At first sight, it does not feel like the sort of spot where you may happen upon extraordinary insights into the daily lives of the people who inhabited bronze age Britain.
But in the corner of a sports field in Cardiff, archaeologists and volunteers are uncovering a trove of artefacts on the site of two roundhouses that give clues into how people lived and worked there 3,500 years ago.
Last weekend people cheered and clapped as the team pulled out a clay furnace that a bronze age metalworker may have used to create weapons, tools and jewellery – believed to be only the second of its type found in the UK and regarded as a discovery of international importance.
Later this week a pot, possibly an urn, discovered nestling in the clay next to the furnace that could have contained the ashes of the prehistoric metalworker who used the furnace will also be extracted.
“It is so exciting,” says Oliver Davis, co-director of the Caerau and Ely Rediscovering Heritage Project (CAER). “The scope and scale of this site continues to astound us. We haven’t got a king under a car park [a reference to the discovery of the burial place of Richard III in Leicester] but we have prehistory under our football pitches.”
The spot in Trelai Park, Ely, was discovered in 2022 in a geophysical survey carried out when a school planned to build artificial sports pitches in a corner of the fields.
They found evidence of what turned out to be a large roundhouse – billed as the oldest house in Cardiff – and careful excavation was begun by CAER, a partnership between Cardiff University, the community development organisation Action in Caerau and Ely, local schools, residents and heritage bodies.
Since then they have found that actually two roundhouses were built on the site. The first appeared to have been deliberately taken down, presumably when the householders died, and a new one erected in its place.
Davis points out the position of the hearth in the centre of the more recent house. “Three and a half thousand years ago, you’d have a hearth blazing,” he says. “It would have been dark and smoky. We’ve found a lot of pottery there so we know that’s where they’re cooking, preparing, and probably eating food.”

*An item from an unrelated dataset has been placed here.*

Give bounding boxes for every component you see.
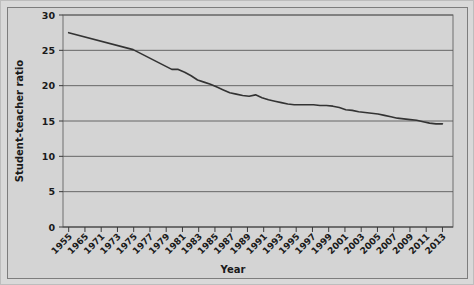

In another area, the team unearthed evidence of cereals being prepared, in a third a number of flints, suggesting that was where tools were made. The floors of the two houses are intact because the field has never been ploughed. “It is the actual surface that people trod on in the bronze age,” says Davis. “That is incredibly rare. We’re getting this kind of incredibly rich picture of how people lived three and a half thousand years ago.”
Davis believes the furnace pre-dates the two roundhouses and the pot or urn may contain the ashes of a metalworking ancestor of the residents. He also thinks they may have found evidence of a timber circle under the houses. “It could have been an important gathering place,” he says.
Ely hit the headlines last year when a riot took place after two teenagers who were being followed by the police died.
Dave Wyatt, a reader in civic mission at Cardiff University, thinks a vital part of the project is putting the community at its centre. “This creates new life opportunities for everybody and challenges a lot of the negative stories,” he says. When the Guardian visited on Monday, pupils from the Herbert Thompson primary school were being shown around.
Scott Bees, a former postal worker from Ely and now an archaeology student, said: “The biggest thing I get from it is finding out where we all come from, where this community comes from.”
Volunteer Sian Davies, a retired care worker, found an arrowhead at the site last week: “To be given the chance to come down here and dig and delve in history means an awful lot. Finding something like an arrowhead is a joy.”